Oakdale Runway Extension Controversy

Monday, August 2, 2004
Oakdale airport runway, eminent domain at issue again
By INGA MILLER
The Modesto (CA) Bee OAKDALE — Every couple of months, the manager at the Oakdale airport seems to get a call asking the length of the tiny airport’s runway.

At 3,020 feet, the approach isn’t for everyone. An irrigation canal cuts across the path 200 feet from the end. In a twin-engine plane, or anything bigger, stopping “can be a problem,” airport manager Sherman Porter said.

“We have had an aircraft go off the runway and into the canal,” he said. “Also, at the other end of the runway, a man was killed and another badly burned in a home-built aircraft. They tried to make a touch and go and didn’t have enough room and went over the hill.

“So for safety reasons, we definitely need a longer runway,” Porter said. “And those were both single- engine airplanes.”

Larger aircraft, like Learjets, would be able to land for the first time with passengers and cargo under a $4.7 million expansion plan. The plan also would increase the safety margin, pilots say, for landing other aircraft.

Contested by landowners, the plan would expand the city-owned airport from 117 acres to 160, making space to extend the runway and taxiway 1,380 feet. It also calls for eventually adding room for more hangars.

Construction alone is gauged between $3 million and $3.5 million.

Tonight, the City Council is scheduled for a second time to discuss initiating eminent domain over 43 acres needed for the expansion. Discussion was delayed July 6 to give landowners more time to reach an agreement.

The proposal seeks slightly less land than it did originally. A neighboring bull ranch, JLG Enterprises Inc., will be pressed for about three acres instead of seven. The plan still calls for about 40 acres owned by Oakdale Commercial Feed Yards.

The expansion endeavor, detailed in a master plan developed eight years ago, is touted as a way of building interest in the airport owned by the city since 1960. More activity, officials say, could lift the money-losing airport out of the red.

Revenue from fuel sales and hangars adds up to about $160,000 a year. It costs $175,000 to $185,000 to run the airport.

So, the city spends about $15,000 to $25,000 on it each year, City Administrator Bruce Bannerman said.

“It hasn’t been able to pay for itself,” he said. “This kind of improvement, we think, will help it grow to pay for itself.”

The Federal Aviation Administration has granted $4.3 million for the project, Bannerman said. State and local money would make up the remainder.

Jack Lerch is part owner of JLG Enterprises, which opposes the plan. He said the expansion would largely benefit the major operator at the airport, and the sole owner of Learjets, Sierra Aviation.

“Nobody wants it. Nobody has a Learjet in Oakdale except one, Sierra Aviation,” Lerch said. “Oakdale is a nice, rural, quiet area. Modesto, by air, is only a couple of minutes, and it can’t be far to Stockton.”

Sierra Aviation, primarily a cargo business based in Oakdale since 1998, has about 10 airplanes based there, Bannerman said. It is not the only operator that will benefit, he added. At least two other pilots basing planes at the airport could also fly in more easily.

“This notion that this runway expansion is being done just for (Sierra Aviation) is factually incorrect,” Bannerman said, noting the master plan was done two years before the company’s move to Oakdale. “And the need and the desire had been discussed for a decade before that. So this predates them by many, many years.”

Developer Bruce Boese uses his seven-seat, twin-engine Beechcraft to bring people to Oakdale properties.

“With a larger runway, you have a much greater margin for safety,” he said, calling the expansion “an excellent idea.”

“It is going to enable many more aircraft to use the airport, and that would also encourage people to build and keep the airplanes here,” he said, describing partial ownership of private jets “the newest trend in aviation travel.”

“It would provide additional fuel sales for the city and additional revenue. They could get additional revenue for the airport from parking and hangars. It’s definitely a benefit for the city and for the business community.”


§ **Instructions for the task**:
Take the line that contains "Find the location of a particular element. The" and all lines after it, up to and including the last line of the data, and write them out exactly; nothing else belongs in the answer.
START Task material
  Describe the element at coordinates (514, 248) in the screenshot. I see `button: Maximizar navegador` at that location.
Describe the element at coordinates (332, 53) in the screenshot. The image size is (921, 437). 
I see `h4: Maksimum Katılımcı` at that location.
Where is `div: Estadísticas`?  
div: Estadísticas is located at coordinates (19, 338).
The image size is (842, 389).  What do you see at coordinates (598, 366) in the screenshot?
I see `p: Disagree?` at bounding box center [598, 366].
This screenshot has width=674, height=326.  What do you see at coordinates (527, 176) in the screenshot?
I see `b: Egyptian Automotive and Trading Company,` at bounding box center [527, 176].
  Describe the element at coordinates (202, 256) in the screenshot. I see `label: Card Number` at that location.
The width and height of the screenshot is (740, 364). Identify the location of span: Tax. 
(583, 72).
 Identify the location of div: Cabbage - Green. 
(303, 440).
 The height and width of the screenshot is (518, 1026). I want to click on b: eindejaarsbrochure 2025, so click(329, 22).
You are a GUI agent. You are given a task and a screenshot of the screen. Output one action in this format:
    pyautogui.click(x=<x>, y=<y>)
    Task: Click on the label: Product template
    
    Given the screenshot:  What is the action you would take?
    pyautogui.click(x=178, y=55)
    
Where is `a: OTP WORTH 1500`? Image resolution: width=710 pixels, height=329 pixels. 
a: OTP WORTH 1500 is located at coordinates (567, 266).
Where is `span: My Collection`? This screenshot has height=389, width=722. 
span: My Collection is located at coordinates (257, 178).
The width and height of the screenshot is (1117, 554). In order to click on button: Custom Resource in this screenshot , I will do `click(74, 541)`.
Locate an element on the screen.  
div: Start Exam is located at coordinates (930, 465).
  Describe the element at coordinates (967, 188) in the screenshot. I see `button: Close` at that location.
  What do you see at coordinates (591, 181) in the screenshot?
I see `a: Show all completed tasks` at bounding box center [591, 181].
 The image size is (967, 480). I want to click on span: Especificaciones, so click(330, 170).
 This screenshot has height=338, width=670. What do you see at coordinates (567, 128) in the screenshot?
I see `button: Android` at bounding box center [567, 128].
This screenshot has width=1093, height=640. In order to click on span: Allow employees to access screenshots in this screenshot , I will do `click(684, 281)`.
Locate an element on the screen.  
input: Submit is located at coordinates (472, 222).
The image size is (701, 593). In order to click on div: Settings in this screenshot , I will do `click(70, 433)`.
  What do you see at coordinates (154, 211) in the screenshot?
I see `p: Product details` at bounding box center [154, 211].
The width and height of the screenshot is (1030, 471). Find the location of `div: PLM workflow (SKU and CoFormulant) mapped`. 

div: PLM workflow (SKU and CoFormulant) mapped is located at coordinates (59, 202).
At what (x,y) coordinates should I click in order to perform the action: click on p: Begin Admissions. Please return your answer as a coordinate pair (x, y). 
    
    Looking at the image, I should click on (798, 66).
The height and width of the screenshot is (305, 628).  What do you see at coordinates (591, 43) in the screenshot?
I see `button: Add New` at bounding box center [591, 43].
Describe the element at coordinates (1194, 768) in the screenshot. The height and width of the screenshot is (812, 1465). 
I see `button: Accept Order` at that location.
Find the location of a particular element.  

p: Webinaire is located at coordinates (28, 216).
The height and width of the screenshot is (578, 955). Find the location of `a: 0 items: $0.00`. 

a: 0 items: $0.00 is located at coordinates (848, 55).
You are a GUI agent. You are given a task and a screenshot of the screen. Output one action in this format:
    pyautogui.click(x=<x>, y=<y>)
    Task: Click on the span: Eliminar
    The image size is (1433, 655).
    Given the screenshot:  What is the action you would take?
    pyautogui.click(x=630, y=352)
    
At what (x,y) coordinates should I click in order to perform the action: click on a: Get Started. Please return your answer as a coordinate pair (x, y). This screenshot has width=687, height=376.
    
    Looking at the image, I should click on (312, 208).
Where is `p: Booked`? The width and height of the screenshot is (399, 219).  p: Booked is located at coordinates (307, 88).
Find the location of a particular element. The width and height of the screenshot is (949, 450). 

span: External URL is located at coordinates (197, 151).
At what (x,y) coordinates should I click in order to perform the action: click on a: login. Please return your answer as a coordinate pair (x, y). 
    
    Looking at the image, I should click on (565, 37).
END Task material
§ **Completed exercise**:
Find the location of a particular element. The width and height of the screenshot is (949, 450). 

span: External URL is located at coordinates (197, 151).
At what (x,y) coordinates should I click in order to perform the action: click on a: login. Please return your answer as a coordinate pair (x, y). 
    
    Looking at the image, I should click on (565, 37).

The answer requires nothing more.